Category: Donald Marshall

In a conflict of rights, who wins?

If everyone is given the right to everything then eventually, no one will have the right to anything.   

Civil rights (or civil liberties as they are sometimes called) have an important purpose in a democracy: to prevent the majority from using their votes to create the ‘tyranny of the majority’ over minorities.  That is why, in 1982, Canada constitutionalized minority protection in our Charter of Rights and Freedoms. This was followed by federal and provincial human rights laws prohibiting discrimination on the basis of race, religion, sex and other important characteristics of minorities. 

The theory is that the majority does not need legislated rights because their votes determine who is in government and what that government legislates, but minorities need to have certain basic rights recognized and protected.  But as unpopular as it may be to say it: granting more new rights has its limits.

The rights granted to one group will sometimes collide with the rights granted to another group.  We see this today quite dramatically with trans activists’ assertion that trans women are women and some feminists’ assertions that they are not, and should be excluded from women’s sports, women’s shelters, women’s public washrooms and women‘s prisons.  The trans activists have won.  Whether trans women are women is no longer a matter of opinion.  It is now the law.

Since the adoption of the Charter, claims for more rights have continued to proliferate, and new rights continue to be granted.  We only increase the number of rights, we never reduce them.   We can’t keep granting increased rights in perpetuity. At some point the proliferation of conflicting rights will generate social conflict and increasing polarization between various rights holders. With what is called “cancel culture,” some Western democracies have now reached that point.

Rights, like money, are the currency of comfort.  But just as printing too much money inflates and devalues the dollar, printing too many rights makes them increasingly difficult to enforce.  I have written about this here in the context of the Nova Scotia lobster fishery, as but one example.  If every group is given the right to everything then eventually no one will have the right to anything.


| TASK TO CARRY OUT |
Copy each line below in which the word "abstract" occurs.
───── SOURCE MATERIAL
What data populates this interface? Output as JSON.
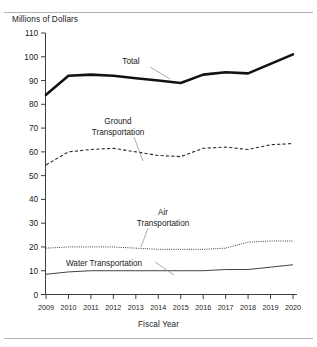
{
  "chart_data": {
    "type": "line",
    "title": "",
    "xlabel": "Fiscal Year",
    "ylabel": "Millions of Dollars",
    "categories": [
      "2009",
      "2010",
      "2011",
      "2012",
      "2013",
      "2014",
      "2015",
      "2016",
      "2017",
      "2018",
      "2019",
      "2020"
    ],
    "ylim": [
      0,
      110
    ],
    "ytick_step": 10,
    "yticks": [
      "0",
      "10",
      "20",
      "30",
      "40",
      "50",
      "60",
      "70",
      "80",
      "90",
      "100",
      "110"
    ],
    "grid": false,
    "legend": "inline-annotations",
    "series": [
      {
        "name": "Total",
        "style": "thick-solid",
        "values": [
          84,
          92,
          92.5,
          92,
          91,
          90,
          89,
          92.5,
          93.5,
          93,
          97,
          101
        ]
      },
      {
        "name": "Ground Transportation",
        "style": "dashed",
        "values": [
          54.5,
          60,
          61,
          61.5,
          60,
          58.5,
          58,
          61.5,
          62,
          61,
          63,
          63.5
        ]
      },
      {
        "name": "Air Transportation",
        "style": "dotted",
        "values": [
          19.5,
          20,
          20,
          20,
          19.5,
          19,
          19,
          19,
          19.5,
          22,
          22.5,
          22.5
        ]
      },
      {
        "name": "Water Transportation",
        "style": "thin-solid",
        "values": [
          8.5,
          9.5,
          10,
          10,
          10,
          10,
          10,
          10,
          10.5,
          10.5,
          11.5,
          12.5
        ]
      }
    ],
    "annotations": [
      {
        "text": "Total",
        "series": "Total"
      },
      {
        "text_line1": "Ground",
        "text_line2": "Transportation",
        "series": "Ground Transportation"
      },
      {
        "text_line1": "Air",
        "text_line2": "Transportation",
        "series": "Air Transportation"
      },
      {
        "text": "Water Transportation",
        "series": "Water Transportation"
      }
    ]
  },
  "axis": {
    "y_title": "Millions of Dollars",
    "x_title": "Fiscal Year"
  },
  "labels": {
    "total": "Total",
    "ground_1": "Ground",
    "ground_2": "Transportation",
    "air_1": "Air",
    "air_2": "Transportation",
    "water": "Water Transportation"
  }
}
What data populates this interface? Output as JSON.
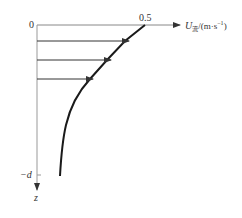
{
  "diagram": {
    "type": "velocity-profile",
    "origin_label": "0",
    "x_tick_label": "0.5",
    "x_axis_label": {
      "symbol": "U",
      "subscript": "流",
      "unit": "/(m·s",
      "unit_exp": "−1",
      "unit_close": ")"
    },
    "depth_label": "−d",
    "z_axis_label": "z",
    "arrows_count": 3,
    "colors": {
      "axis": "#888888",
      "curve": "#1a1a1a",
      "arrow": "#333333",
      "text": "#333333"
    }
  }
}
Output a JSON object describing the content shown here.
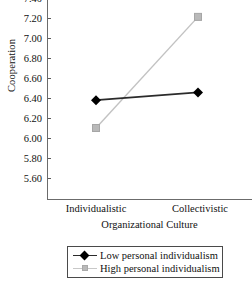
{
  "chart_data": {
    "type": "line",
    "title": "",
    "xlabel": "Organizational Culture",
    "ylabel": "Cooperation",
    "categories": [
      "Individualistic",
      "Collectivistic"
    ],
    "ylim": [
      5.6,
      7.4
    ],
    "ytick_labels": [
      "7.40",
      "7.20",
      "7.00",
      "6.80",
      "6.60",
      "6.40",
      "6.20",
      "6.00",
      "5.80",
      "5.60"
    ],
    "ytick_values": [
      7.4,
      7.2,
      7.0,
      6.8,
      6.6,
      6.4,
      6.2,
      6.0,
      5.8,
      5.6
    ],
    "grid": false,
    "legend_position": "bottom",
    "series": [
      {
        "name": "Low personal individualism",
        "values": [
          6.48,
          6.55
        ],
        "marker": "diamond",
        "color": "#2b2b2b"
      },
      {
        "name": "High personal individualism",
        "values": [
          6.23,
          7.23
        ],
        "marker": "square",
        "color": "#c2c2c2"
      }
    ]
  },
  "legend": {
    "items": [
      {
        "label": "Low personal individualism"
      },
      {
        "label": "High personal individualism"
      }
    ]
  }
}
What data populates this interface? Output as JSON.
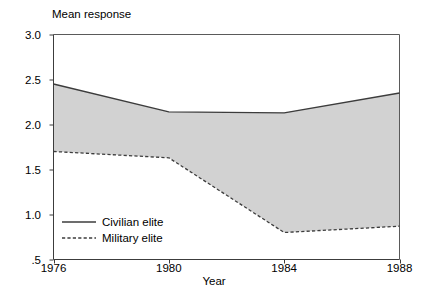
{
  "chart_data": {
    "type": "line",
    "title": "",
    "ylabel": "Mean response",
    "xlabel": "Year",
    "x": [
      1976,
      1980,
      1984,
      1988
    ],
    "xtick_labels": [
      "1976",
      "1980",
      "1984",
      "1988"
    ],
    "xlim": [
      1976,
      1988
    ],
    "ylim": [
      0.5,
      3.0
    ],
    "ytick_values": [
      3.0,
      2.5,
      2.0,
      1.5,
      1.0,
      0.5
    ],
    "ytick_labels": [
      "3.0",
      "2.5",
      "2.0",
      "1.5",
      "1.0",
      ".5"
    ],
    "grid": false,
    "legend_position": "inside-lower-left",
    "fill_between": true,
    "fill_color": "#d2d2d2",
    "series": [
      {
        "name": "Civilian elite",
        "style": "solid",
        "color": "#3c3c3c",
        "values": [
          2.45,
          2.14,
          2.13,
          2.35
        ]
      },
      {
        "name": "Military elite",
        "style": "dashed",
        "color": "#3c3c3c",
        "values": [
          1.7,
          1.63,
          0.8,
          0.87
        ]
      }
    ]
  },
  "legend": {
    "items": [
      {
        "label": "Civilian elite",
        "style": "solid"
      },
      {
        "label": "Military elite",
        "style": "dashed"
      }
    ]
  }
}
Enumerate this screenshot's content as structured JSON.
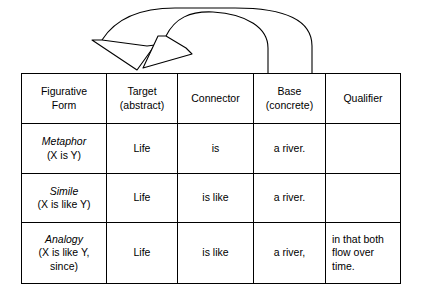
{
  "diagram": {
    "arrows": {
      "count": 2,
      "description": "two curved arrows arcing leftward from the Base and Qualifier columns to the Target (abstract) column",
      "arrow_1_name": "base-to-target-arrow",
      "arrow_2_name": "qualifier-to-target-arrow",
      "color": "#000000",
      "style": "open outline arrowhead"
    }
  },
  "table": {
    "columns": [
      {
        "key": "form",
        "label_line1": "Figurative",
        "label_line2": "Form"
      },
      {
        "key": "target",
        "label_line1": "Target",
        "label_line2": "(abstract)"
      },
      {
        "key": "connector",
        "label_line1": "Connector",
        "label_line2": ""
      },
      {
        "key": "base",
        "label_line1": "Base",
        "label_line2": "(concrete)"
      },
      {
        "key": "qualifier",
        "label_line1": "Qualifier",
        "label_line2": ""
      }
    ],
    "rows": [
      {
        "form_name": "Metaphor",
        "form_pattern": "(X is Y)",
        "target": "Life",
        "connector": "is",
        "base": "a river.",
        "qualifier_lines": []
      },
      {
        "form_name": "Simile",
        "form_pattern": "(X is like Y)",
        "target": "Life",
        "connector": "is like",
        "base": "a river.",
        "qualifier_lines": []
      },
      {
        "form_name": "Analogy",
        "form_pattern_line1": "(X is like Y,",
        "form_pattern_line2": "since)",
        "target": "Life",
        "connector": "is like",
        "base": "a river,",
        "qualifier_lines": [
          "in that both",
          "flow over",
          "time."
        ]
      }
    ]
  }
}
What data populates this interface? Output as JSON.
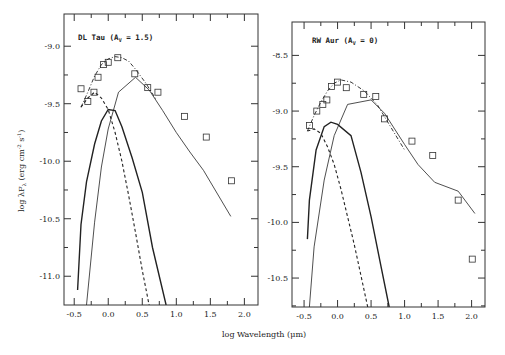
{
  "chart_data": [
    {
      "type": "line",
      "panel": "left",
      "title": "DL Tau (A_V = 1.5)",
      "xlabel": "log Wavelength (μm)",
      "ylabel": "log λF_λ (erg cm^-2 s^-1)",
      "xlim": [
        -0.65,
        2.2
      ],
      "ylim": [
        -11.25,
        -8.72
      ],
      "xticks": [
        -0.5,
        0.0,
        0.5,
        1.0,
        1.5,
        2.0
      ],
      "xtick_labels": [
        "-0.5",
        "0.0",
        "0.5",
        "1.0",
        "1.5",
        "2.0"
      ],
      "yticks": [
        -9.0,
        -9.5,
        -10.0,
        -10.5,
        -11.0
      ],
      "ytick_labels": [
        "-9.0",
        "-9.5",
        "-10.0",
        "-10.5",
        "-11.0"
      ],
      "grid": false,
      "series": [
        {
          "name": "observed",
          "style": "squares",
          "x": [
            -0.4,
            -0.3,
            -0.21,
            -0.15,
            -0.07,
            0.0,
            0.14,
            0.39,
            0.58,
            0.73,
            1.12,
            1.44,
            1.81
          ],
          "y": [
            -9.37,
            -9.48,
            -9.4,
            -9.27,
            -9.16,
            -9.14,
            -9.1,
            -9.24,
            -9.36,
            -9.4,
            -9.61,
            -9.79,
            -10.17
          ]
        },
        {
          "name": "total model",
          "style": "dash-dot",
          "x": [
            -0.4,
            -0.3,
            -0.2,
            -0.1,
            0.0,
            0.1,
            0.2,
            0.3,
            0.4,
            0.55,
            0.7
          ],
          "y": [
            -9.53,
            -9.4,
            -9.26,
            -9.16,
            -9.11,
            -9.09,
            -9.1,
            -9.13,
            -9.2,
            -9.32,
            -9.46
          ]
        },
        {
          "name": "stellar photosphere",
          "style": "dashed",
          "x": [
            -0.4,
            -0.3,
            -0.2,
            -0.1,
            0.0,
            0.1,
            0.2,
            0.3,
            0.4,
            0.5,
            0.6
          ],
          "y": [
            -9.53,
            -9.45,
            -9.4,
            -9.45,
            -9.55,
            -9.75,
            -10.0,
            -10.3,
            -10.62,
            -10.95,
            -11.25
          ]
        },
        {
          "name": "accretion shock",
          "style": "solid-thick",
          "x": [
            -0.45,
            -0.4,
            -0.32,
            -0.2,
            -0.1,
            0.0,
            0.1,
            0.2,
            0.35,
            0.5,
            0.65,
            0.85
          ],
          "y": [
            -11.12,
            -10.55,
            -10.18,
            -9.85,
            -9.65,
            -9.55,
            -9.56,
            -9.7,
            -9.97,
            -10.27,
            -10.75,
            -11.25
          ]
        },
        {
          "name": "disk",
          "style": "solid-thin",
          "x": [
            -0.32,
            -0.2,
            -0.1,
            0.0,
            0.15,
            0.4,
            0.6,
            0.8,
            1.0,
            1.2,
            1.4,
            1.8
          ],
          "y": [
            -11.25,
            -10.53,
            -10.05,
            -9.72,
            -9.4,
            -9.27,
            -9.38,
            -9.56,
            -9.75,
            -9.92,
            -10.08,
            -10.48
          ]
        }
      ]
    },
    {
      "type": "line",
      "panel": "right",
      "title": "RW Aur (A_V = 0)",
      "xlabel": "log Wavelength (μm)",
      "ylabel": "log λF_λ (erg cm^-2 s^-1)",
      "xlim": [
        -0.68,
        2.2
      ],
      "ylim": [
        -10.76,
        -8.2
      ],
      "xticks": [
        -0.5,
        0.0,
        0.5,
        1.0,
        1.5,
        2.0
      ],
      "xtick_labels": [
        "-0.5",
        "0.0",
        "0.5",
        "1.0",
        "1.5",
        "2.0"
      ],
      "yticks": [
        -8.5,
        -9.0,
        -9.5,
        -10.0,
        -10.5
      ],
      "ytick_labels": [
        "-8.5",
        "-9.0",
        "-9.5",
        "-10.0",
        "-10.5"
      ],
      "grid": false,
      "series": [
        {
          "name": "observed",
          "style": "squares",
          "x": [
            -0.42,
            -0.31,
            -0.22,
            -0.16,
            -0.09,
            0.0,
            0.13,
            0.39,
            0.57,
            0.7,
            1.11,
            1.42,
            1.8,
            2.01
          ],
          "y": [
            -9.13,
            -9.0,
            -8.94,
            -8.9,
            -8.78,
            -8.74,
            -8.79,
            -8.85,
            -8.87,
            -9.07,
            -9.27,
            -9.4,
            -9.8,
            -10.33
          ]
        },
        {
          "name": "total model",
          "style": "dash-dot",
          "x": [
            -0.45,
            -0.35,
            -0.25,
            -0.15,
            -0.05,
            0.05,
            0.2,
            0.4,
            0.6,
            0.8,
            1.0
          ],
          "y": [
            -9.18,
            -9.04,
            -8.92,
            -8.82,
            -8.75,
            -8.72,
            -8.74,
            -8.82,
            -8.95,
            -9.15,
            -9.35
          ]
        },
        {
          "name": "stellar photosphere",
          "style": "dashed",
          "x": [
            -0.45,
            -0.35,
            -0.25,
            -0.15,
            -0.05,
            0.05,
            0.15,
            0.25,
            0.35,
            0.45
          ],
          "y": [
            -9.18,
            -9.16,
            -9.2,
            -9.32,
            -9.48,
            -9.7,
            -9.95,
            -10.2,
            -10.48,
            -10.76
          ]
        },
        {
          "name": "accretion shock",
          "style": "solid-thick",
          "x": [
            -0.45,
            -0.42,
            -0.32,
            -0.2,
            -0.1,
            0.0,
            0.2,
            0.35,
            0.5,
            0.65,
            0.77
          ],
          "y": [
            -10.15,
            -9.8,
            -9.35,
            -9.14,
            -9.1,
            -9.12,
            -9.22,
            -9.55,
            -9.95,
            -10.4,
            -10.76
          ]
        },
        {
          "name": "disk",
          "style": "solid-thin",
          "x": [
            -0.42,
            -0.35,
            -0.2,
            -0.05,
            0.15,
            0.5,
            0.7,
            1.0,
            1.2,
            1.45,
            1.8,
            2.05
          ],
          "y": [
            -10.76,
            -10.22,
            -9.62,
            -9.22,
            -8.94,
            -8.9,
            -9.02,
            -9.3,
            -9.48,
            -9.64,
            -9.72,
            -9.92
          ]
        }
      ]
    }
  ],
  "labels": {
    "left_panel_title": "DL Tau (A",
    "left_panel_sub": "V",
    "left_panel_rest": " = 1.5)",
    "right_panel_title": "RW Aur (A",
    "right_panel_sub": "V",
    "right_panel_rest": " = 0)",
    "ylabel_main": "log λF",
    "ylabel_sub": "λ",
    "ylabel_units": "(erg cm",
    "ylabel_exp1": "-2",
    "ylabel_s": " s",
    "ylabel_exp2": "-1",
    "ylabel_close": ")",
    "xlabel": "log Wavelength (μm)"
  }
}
──────────
| SOLUTION TO THIS PROBLEM |
      "description": "two curved arrows arcing leftward from the Base and Qualifier columns to the Target (abstract) column",
        "label_line2": "(abstract)"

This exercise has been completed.